Build Process Security Controls:
- security control: Secure Source Code Repository (GitHub): Access control, branch protection, audit logging.
- security control: CI System (GitHub Actions): Secure configuration, access control, secret management, audit logging.
- security control: Build Environment: Hardened build environment, minimal tools installed, isolated build agents.
- security control: Dependency Management: Use of dependency lock files, vulnerability scanning of dependencies, private artifact repository for internal dependencies.
- security control: Compilation & Packaging: Secure compilation flags, code signing of artifacts.
- security control: Security Checks (SAST, Dependency Scan): Automated SAST and dependency scanning tools integrated into the CI pipeline, fail the build on critical vulnerabilities.
- security control: Artifact Repository: Access control, integrity checks of artifacts, vulnerability scanning of stored artifacts.
Critical business processes we are trying to protect:
- Application execution: Ensuring the reliable and secure execution of applications built on GraalVM.
- Application development: Providing a secure and efficient platform for developers to build and deploy applications.
- Polyglot interoperability: Maintaining the security and integrity of interactions between different language runtimes.
- Performance optimization: Delivering the promised performance benefits of GraalVM without compromising security.
Data we are trying to protect and their sensitivity:
- Application code: Confidentiality and integrity of application source code and compiled binaries. Sensitivity: High (Confidential, Integrity).

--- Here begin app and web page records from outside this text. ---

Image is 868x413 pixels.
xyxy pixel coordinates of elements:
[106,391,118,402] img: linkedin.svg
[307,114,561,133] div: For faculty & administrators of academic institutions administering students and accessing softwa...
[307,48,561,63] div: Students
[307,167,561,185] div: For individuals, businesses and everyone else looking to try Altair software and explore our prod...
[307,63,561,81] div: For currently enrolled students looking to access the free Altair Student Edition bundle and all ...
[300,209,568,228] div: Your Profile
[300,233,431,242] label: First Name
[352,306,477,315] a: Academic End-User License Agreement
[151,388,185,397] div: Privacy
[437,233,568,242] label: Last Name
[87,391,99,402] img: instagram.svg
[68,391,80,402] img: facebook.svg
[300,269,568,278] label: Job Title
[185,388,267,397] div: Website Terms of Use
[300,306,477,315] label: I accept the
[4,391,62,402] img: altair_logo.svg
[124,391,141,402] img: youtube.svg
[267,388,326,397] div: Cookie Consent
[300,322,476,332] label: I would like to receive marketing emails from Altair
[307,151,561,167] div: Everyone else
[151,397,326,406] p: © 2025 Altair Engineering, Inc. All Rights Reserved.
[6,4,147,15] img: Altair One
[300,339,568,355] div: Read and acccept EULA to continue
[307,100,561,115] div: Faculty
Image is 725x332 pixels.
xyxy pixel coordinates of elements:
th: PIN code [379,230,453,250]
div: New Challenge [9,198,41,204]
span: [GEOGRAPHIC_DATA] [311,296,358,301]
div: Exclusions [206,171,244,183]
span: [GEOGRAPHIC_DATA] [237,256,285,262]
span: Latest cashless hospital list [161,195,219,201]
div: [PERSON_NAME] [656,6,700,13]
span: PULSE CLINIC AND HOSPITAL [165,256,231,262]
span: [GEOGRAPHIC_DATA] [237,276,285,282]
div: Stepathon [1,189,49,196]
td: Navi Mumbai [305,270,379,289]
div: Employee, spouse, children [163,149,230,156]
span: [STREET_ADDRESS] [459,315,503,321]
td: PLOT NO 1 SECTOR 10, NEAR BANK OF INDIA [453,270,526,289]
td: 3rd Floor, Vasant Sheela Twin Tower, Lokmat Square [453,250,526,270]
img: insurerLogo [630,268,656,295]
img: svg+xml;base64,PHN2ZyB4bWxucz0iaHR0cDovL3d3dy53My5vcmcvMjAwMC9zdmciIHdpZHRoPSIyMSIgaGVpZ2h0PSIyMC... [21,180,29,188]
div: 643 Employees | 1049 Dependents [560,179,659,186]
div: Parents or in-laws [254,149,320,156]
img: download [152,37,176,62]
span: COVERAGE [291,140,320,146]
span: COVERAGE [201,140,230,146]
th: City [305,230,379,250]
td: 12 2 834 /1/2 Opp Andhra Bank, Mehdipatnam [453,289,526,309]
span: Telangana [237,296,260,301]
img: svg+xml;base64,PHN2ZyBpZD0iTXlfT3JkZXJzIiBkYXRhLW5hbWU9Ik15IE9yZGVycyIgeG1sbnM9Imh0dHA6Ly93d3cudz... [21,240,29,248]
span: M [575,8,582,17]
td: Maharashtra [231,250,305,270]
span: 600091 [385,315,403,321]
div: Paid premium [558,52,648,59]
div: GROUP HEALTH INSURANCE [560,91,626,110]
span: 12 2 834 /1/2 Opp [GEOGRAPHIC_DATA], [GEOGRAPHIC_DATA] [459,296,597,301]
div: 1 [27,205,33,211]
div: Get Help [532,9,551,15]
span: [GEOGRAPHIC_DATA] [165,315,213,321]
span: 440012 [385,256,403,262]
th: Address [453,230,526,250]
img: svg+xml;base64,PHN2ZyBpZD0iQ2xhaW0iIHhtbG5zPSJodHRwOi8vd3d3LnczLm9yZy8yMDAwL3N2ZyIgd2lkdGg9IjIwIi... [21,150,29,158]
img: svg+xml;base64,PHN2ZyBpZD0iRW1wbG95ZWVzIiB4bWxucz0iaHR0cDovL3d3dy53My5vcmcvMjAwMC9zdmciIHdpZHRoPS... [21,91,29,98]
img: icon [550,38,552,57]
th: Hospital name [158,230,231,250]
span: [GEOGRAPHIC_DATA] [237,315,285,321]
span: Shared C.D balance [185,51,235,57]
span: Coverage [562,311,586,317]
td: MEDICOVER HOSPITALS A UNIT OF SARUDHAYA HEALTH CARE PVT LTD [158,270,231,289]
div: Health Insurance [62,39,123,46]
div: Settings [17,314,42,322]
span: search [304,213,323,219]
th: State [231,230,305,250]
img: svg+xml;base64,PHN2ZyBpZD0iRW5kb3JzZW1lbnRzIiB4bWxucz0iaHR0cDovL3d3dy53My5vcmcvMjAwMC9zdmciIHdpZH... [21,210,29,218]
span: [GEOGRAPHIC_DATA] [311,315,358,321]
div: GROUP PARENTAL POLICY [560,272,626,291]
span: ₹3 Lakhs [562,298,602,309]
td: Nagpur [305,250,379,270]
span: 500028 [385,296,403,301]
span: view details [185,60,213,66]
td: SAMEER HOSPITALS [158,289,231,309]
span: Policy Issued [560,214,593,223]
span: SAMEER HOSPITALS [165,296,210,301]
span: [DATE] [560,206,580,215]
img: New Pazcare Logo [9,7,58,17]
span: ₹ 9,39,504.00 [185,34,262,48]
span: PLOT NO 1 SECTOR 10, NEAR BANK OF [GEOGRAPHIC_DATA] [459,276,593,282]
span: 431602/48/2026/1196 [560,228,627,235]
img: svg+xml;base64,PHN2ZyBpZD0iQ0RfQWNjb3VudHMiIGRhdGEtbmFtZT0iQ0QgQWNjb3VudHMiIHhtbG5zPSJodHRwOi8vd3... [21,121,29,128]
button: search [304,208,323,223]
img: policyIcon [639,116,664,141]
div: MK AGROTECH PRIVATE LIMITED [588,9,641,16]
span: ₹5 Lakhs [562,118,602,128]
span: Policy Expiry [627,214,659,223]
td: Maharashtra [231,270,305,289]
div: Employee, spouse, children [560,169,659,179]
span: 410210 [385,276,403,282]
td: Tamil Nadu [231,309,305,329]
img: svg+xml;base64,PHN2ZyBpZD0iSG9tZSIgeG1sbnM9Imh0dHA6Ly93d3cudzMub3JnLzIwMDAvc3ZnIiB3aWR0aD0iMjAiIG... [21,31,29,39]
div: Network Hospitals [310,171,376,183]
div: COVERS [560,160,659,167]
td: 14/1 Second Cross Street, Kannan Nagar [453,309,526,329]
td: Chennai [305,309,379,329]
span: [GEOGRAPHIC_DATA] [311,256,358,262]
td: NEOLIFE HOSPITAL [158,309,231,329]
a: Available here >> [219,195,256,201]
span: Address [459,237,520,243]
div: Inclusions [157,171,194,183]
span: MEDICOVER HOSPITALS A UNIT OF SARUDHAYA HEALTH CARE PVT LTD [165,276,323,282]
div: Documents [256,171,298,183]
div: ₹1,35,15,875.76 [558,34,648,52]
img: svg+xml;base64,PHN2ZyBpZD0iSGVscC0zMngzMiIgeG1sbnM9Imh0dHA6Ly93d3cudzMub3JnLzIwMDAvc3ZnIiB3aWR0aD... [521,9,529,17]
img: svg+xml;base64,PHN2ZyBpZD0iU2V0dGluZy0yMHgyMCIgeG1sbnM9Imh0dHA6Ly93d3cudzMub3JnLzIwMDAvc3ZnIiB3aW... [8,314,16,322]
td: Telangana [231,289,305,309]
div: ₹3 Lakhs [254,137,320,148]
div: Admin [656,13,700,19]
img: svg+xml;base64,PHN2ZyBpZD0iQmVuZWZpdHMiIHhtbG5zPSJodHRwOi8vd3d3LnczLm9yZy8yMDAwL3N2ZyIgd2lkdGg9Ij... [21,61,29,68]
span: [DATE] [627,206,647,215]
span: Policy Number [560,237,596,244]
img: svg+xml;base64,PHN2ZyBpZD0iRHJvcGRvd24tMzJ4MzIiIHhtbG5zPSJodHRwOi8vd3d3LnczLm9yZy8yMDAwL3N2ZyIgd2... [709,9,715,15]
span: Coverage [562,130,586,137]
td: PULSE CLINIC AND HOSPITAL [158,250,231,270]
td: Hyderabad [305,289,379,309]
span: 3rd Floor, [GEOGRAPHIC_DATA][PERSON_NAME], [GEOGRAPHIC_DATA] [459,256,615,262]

- Application data: Data processed and stored by applications running on GraalVM. Sensitivity: Varies depending on the application (Confidential, Integrity, Availability).
- Build artifacts: Integrity of build artifacts to prevent supply chain attacks. Sensitivity: High (Integrity).
- GraalVM runtime environment: Integrity and availability of the GraalVM runtime itself. Sensitivity: High (Integrity, Availability).
Questions:
- What are the specific security compliance requirements for applications built on GraalVM (e.g., PCI DSS, HIPAA, GDPR)?
- What is the target deployment environment for GraalVM applications (cloud, on-premise, embedded)?
- What is the expected level of security expertise of developers using GraalVM?
- Are there specific performance-critical applications that are the primary focus for GraalVM adoption?
- What is the process for reporting and addressing security vulnerabilities in GraalVM?
Assumptions:
- BUSINESS POSTURE: Performance and polyglotism are key business drivers for GraalVM adoption. Security is a critical but secondary consideration compared to functionality and performance for initial adoption, but will become increasingly important as adoption grows.
- SECURITY POSTURE: The GraalVM project follows standard open-source security practices, but there is room for improvement in automated security checks and formal vulnerability management processes. Security is primarily focused on the GraalVM runtime environment itself, with application security being the responsibility of developers.
- DESIGN: The design assumes a typical server-side application deployment scenario in a cloud environment. The build process utilizes standard CI/CD practices and tools like GitHub Actions. The C4 model provides a high-level architectural overview and can be further detailed as needed.